This study evaluates whether early vocalizations develop in similar ways in children across diverse cultural contexts. We analyze data from daylong audio-recordings of 49 children (1-36 months) from five different language/cultural backgrounds. Citizen scientists annotated these recordings to determine if child vocalizations contained canonical transitions or not (e.g., "ba" versus "ee").Results revealed that the proportion of clips reported to contain canonical transitions increased with age. Further, this proportion exceeded 0.15 by around 7 months, replicating and extending previous findings on canonical vocalization development but using data from the natural environments of a culturally and linguistically diverse sample. This work explores how crowdsourcing can be used to annotate corpora, helping establish developmental milestones relevant to multiple languages and cultures. Lower inter-annotator reliability on the crowdsourcing platform, relative to more traditional in-lab expert annotators, means that a larger number of unique annotators and/or annotations are required and that crowdsourcing may not be a suitable method for more fine-grained annotation decisions. Audio clips used for this project are compiled into a large-scale infant vocal corpus that is available for other researchers to use in future work.
This study evaluates whether babbling emerges similarly in children across diverse cultural contexts. We analyze data from daylong audio-recordings of 52 children (1-36 months) from six different language/cultural backgrounds. Citizen scientists annotated these recordings to determine if child vocalizations were canonical or not (e.g., "ba" versus "ee"). Results revealed that canonical babble increased with age. Further, a 0.15 canonical babble ratio emerged around 7 months, replicating and extending previous findings with data from the natural environments of a culturally and linguistically diverse sample. This work exemplifies how crowdsourcing can be used to annotate corpora, helping establish developmental milestones relevant to multiple languages and cultures. Audio clips used for this project are compiled into a large-scale infant babble corpus that is available for other researchers to use in future work.
Infants amass thousands of hours of experience with particular items, each of which is representative of a broader category that often shares perceptual features. Robust word comprehension requires generalizing known labels to new category members. While young infants have been found to look at common nouns when they are named aloud, the role of item familiarity has not been well-examined. This study compares 12-18-month-olds' word comprehension in the context of pairs of their own items (e.g. photos of their own shoe and ball) versus new tokens from the same category (e.g. a new shoe and ball). Our results replicate previous work showing that noun comprehension improves rapidly over the second year, while also suggesting that item familiarity appears to play a far smaller role in comprehension in this age-range. This in turn suggests that even before age two, ready generalization beyond particular experiences is an intrinsic component of lexical development.
Infants amass thousands of hours of experience with particular items, each of which is representative of a broader category that often shares perceptual features. Robust word comprehension requires generalizing known labels to new category members. While young infants have been found to look at common nouns when they are named aloud, the role of item familiarity has not been well-examined. This study compares 12-18-month-olds’ word comprehension in the context of pairs of their own items (e.g. photos of their own shoe and ball) versus new tokens from the same category (e.g. a new shoe and ball). Our results replicate previous work showing that noun comprehension improves rapidly over the second year, while also suggesting that item familiarity appears to play a far smaller role in comprehension in this age-range. This in turn suggests that even before age two, ready generalization beyond particular experiences is an intrinsic component of lexical development.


TASK TO COMPLETE> In the data below, find every line that has the string "inflow", and copy it.

Figure record listings
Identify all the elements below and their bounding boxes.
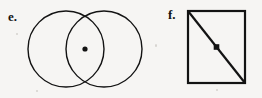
scan-speck (155, 44, 157, 47)
scan-speck (16, 33, 18, 35)
worksheet-canvas: e. f. (0, 0, 262, 98)
figure-e-block: e. (0, 0, 150, 98)
scan-speck (36, 90, 38, 92)
diagonal-center-dot (214, 44, 220, 50)
figure-f-drawing (150, 0, 262, 98)
figure-f-block: f. (150, 0, 262, 98)
intersection-center-dot (82, 46, 87, 51)
scan-speck (216, 89, 218, 91)
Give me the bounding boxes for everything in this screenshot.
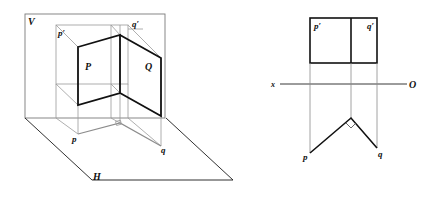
label-h: H	[92, 171, 102, 182]
h-plane	[25, 118, 233, 180]
label-p-ortho: p	[302, 152, 308, 162]
projector-line	[111, 84, 120, 93]
v-plane	[25, 14, 165, 118]
projection-diagram: V H P Q p′ q′ p q p′ q′ x O p q	[0, 0, 432, 197]
label-p: p	[71, 134, 77, 144]
label-q-plane: Q	[145, 61, 152, 72]
label-o: O	[409, 79, 416, 90]
plane-q	[120, 35, 161, 116]
projector-line	[56, 84, 78, 105]
top-view-pq	[310, 118, 377, 153]
projector-line	[128, 118, 161, 146]
label-v: V	[28, 16, 36, 27]
orthographic-view: p′ q′ x O p q	[270, 18, 416, 162]
label-q-prime-ortho: q′	[367, 21, 375, 31]
h-projection-pq	[78, 123, 161, 146]
label-p-prime: p′	[57, 28, 66, 38]
label-q: q	[161, 145, 166, 155]
label-q-ortho: q	[378, 149, 383, 159]
label-q-prime: q′	[132, 19, 140, 29]
label-p-prime-ortho: p′	[313, 21, 322, 31]
right-angle-marker	[346, 123, 356, 128]
projector-line	[111, 25, 120, 35]
projector-line	[56, 118, 78, 134]
axonometric-view: V H P Q p′ q′ p q	[25, 14, 233, 182]
v-projection-box	[56, 25, 128, 84]
label-x: x	[270, 80, 275, 89]
label-p-plane: P	[85, 61, 92, 72]
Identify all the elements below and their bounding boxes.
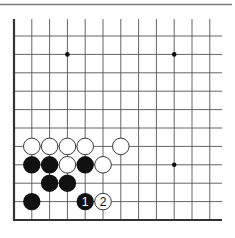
move-number: 2 [100, 195, 107, 209]
black-stone [77, 156, 94, 173]
black-stone-icon [59, 175, 76, 192]
black-stone-icon [41, 175, 58, 192]
white-stone [77, 138, 94, 155]
stone-move-2: 2 [95, 193, 112, 210]
white-stone-icon [77, 138, 94, 155]
white-stone-icon [24, 138, 41, 155]
white-stone-icon [95, 157, 112, 174]
white-stone-icon [113, 138, 130, 155]
black-stone-icon [77, 156, 94, 173]
black-stone [59, 175, 76, 192]
black-stone [23, 193, 40, 210]
black-stone [41, 175, 58, 192]
white-stone-icon [59, 157, 76, 174]
stone-move-1: 1 [77, 193, 94, 210]
white-stone-icon [41, 138, 58, 155]
black-stone-icon [23, 193, 40, 210]
white-stone-icon [59, 138, 76, 155]
star-point-icon [172, 52, 177, 57]
white-stone [95, 157, 112, 174]
star-point-icon [172, 163, 177, 168]
black-stone [23, 156, 40, 173]
stones-layer: 12 [23, 138, 129, 210]
go-board: 12 [0, 0, 235, 238]
black-stone-icon [41, 156, 58, 173]
white-stone [41, 138, 58, 155]
black-stone [41, 156, 58, 173]
white-stone [24, 138, 41, 155]
white-stone [59, 138, 76, 155]
move-number: 1 [82, 195, 89, 209]
white-stone [113, 138, 130, 155]
board-grid [13, 19, 222, 221]
white-stone [59, 157, 76, 174]
star-point-icon [65, 52, 70, 57]
black-stone-icon [23, 156, 40, 173]
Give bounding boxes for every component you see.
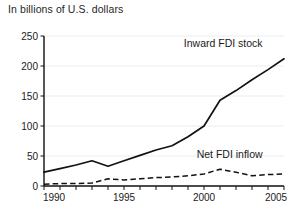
y-tick-label: 50 [27,151,39,162]
y-tick-label: 200 [21,61,38,72]
line-series-net-fdi-inflow [44,169,284,184]
chart-container: In billions of U.S. dollars 050100150200… [0,0,298,212]
x-tick-label: 2005 [265,192,288,203]
chart-plot-area: 050100150200250 1990199520002005 Inward … [0,0,298,212]
y-tick-label: 0 [32,181,38,192]
y-axis-ticks-group: 050100150200250 [21,31,44,192]
series-label-net-fdi-inflow: Net FDI inflow [197,148,263,160]
x-tick-label: 2000 [193,192,216,203]
gridlines-group [44,36,284,156]
y-tick-label: 100 [21,121,38,132]
y-tick-label: 250 [21,31,38,42]
series-label-inward-fdi-stock: Inward FDI stock [184,37,264,49]
x-tick-label: 1990 [43,192,66,203]
x-tick-label: 1995 [113,192,136,203]
x-axis-ticks-group: 1990199520002005 [43,186,288,203]
y-tick-label: 150 [21,91,38,102]
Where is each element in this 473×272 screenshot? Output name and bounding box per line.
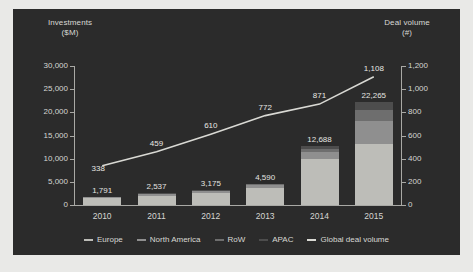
right-tick-label: 1,000 [408, 85, 454, 93]
right-tick-label: 1,200 [408, 62, 454, 70]
legend-item[interactable]: RoW [215, 235, 246, 244]
line-series [75, 66, 401, 205]
right-tick [402, 136, 406, 137]
left-tick-label: 5,000 [22, 178, 68, 186]
legend-swatch-icon [84, 239, 93, 241]
legend-item[interactable]: Europe [84, 235, 123, 244]
left-tick-label: 25,000 [22, 85, 68, 93]
right-axis-title: Deal volume (#) [364, 18, 450, 38]
legend-swatch-icon [307, 239, 316, 241]
legend-swatch-icon [137, 239, 146, 241]
line-value-label: 338 [91, 164, 104, 173]
left-tick [70, 66, 74, 67]
left-tick [70, 159, 74, 160]
left-tick-label: 20,000 [22, 108, 68, 116]
left-tick [70, 205, 74, 206]
left-axis-title-line2: ($M) [27, 28, 113, 38]
left-tick-label: 30,000 [22, 62, 68, 70]
right-tick [402, 205, 406, 206]
left-tick [70, 136, 74, 137]
plot-area: 05,00010,00015,00020,00025,00030,000 020… [75, 66, 401, 205]
category-label-2013: 2013 [238, 211, 292, 221]
line-value-label: 610 [204, 121, 217, 130]
legend-item[interactable]: Global deal volume [307, 235, 388, 244]
legend-label: RoW [228, 235, 246, 244]
right-tick-label: 0 [408, 201, 454, 209]
left-tick-label: 10,000 [22, 155, 68, 163]
right-tick [402, 159, 406, 160]
legend-label: Global deal volume [320, 235, 388, 244]
legend-swatch-icon [259, 239, 268, 241]
right-tick-label: 800 [408, 108, 454, 116]
line-value-label: 772 [258, 103, 271, 112]
legend-swatch-icon [215, 239, 224, 241]
category-label-2015: 2015 [347, 211, 401, 221]
legend-label: APAC [272, 235, 293, 244]
right-tick-label: 600 [408, 132, 454, 140]
legend-item[interactable]: North America [137, 235, 201, 244]
right-axis-title-line1: Deal volume [364, 18, 450, 28]
legend-item[interactable]: APAC [259, 235, 293, 244]
right-tick-label: 200 [408, 178, 454, 186]
global-deal-volume-line [102, 77, 374, 166]
chart-figure: Investments ($M) Deal volume (#) 05,0001… [13, 9, 460, 255]
x-axis-baseline [74, 205, 402, 206]
chart-legend: EuropeNorth AmericaRoWAPACGlobal deal vo… [13, 235, 460, 244]
left-tick [70, 89, 74, 90]
line-value-label: 871 [313, 91, 326, 100]
left-tick [70, 112, 74, 113]
legend-label: North America [150, 235, 201, 244]
category-label-2014: 2014 [293, 211, 347, 221]
left-tick [70, 182, 74, 183]
left-tick-label: 15,000 [22, 132, 68, 140]
left-axis-title: Investments ($M) [27, 18, 113, 38]
category-label-2011: 2011 [130, 211, 184, 221]
right-tick [402, 89, 406, 90]
left-axis-title-line1: Investments [27, 18, 113, 28]
category-label-2012: 2012 [184, 211, 238, 221]
left-tick-label: 0 [22, 201, 68, 209]
line-value-label: 1,108 [364, 64, 384, 73]
legend-label: Europe [97, 235, 123, 244]
right-tick-label: 400 [408, 155, 454, 163]
right-axis-title-line2: (#) [364, 28, 450, 38]
right-tick [402, 112, 406, 113]
right-tick [402, 66, 406, 67]
category-label-2010: 2010 [75, 211, 129, 221]
right-tick [402, 182, 406, 183]
line-value-label: 459 [150, 139, 163, 148]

RESPONSE FOR THIS EXERCISE>
line-series-net-fdi-inflow [44,169,284,184]
series-label-net-fdi-inflow: Net FDI inflow [197,148,263,160]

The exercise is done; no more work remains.